The moment is interrupted by a galloping on the stairs. This sound is not unfamiliar. Our stairs are like the heartbeat of this house. You can tell who’s walking up them from the pace and gait on the treads. There’s someone rushing to the loo or running away from a fight, someone sitting there taking a phone call thinking none of us can hear. There’s the sound of me sitting in the laundry basket asking Grace to push me down because we’d watched too much of the Winter Olympics at Nagano. I still remember the juddering, the big clash at the bottom when I collided with the banister. I remember blood and a giant fat lip and Mum having to write letters to school to explain. There’s Dad’s slow measured steps and Grace jumping like a gazelle from the third step to the bottom. This is Beth. When she crawls up frantically, using hands and feet. She once admitted to me that she often worries she’s being chased because she watchedHalloweenway too young and it left permanent scars. She bursts into the room.

‘Hey,’ she says, straightening herself up. She looks slightly manic. ‘How are you? Why am I out of breath? This is awful. I’m so unfit.’ She doubles over and then stands to attention again. ‘How was Willett? What a disaster they made her head. Was she awful?’

‘Reptilian,’ I reply, waiting for her to explain her manic entrance.

‘Soooo… Grace is making you dippy eggs with soldiers and I also did a thing. Don’t hate me for doing the thing but it’s a thing and basically there’s someone downstairs?’

‘Does he have a mullet? Is he wearing Crocs?’ I ask. ‘Igor the physio was supposed to come round today.’

‘Not quite,’ she replies. ‘So, when we were on the sofa the other day and we were stalking people, you told me you wanted to see Josh. Well… news of your accident has got round. Not from me.

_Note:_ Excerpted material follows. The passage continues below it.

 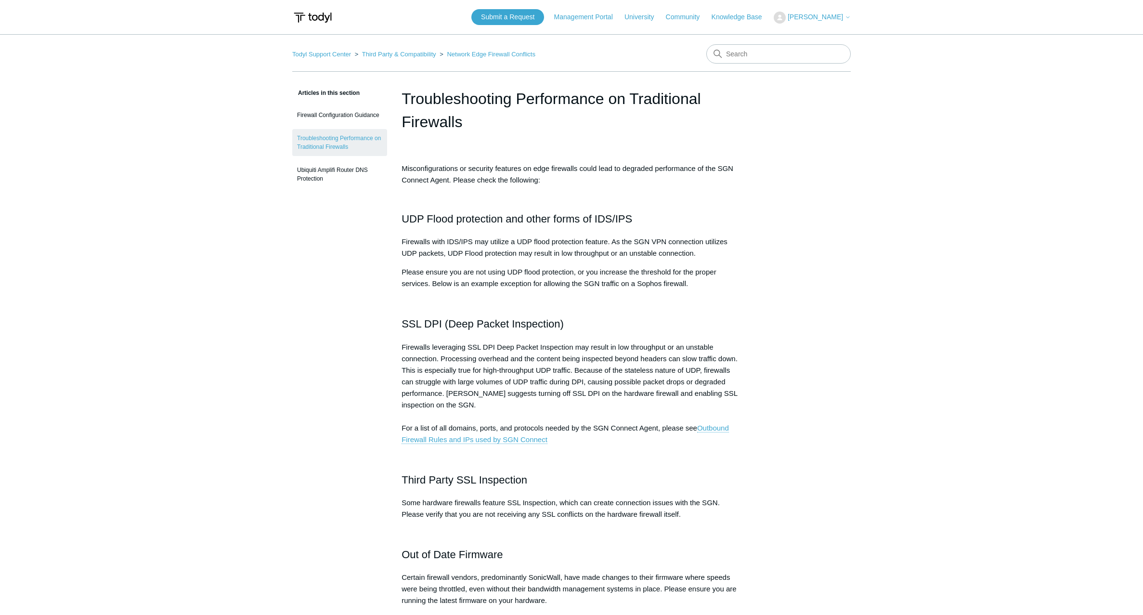 What do you see at coordinates (571, 508) in the screenshot?
I see `p: Some hardware firewalls feature SSL Inspection, which can create connection issues with the SGN. ...` at bounding box center [571, 508].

Just the general grapevine and Josh got in touch with me to ask if you were OK and I explained the situation and, well, he’s downstairs now with a bouquet of supermarket flowers and, quite interestingly, a box of Maltesers, which to me feels a tad cheap…’ she spills out.

I sit there for a moment to take all of Beth’s ramble in. I’m having eggs. But Josh? Is here?

‘You invited him here? You didn’t tell me?’ I tell Beth.

‘I didn’t think you’d be out this morning and I thought we’d have time to prepare, properly. I can send him away?’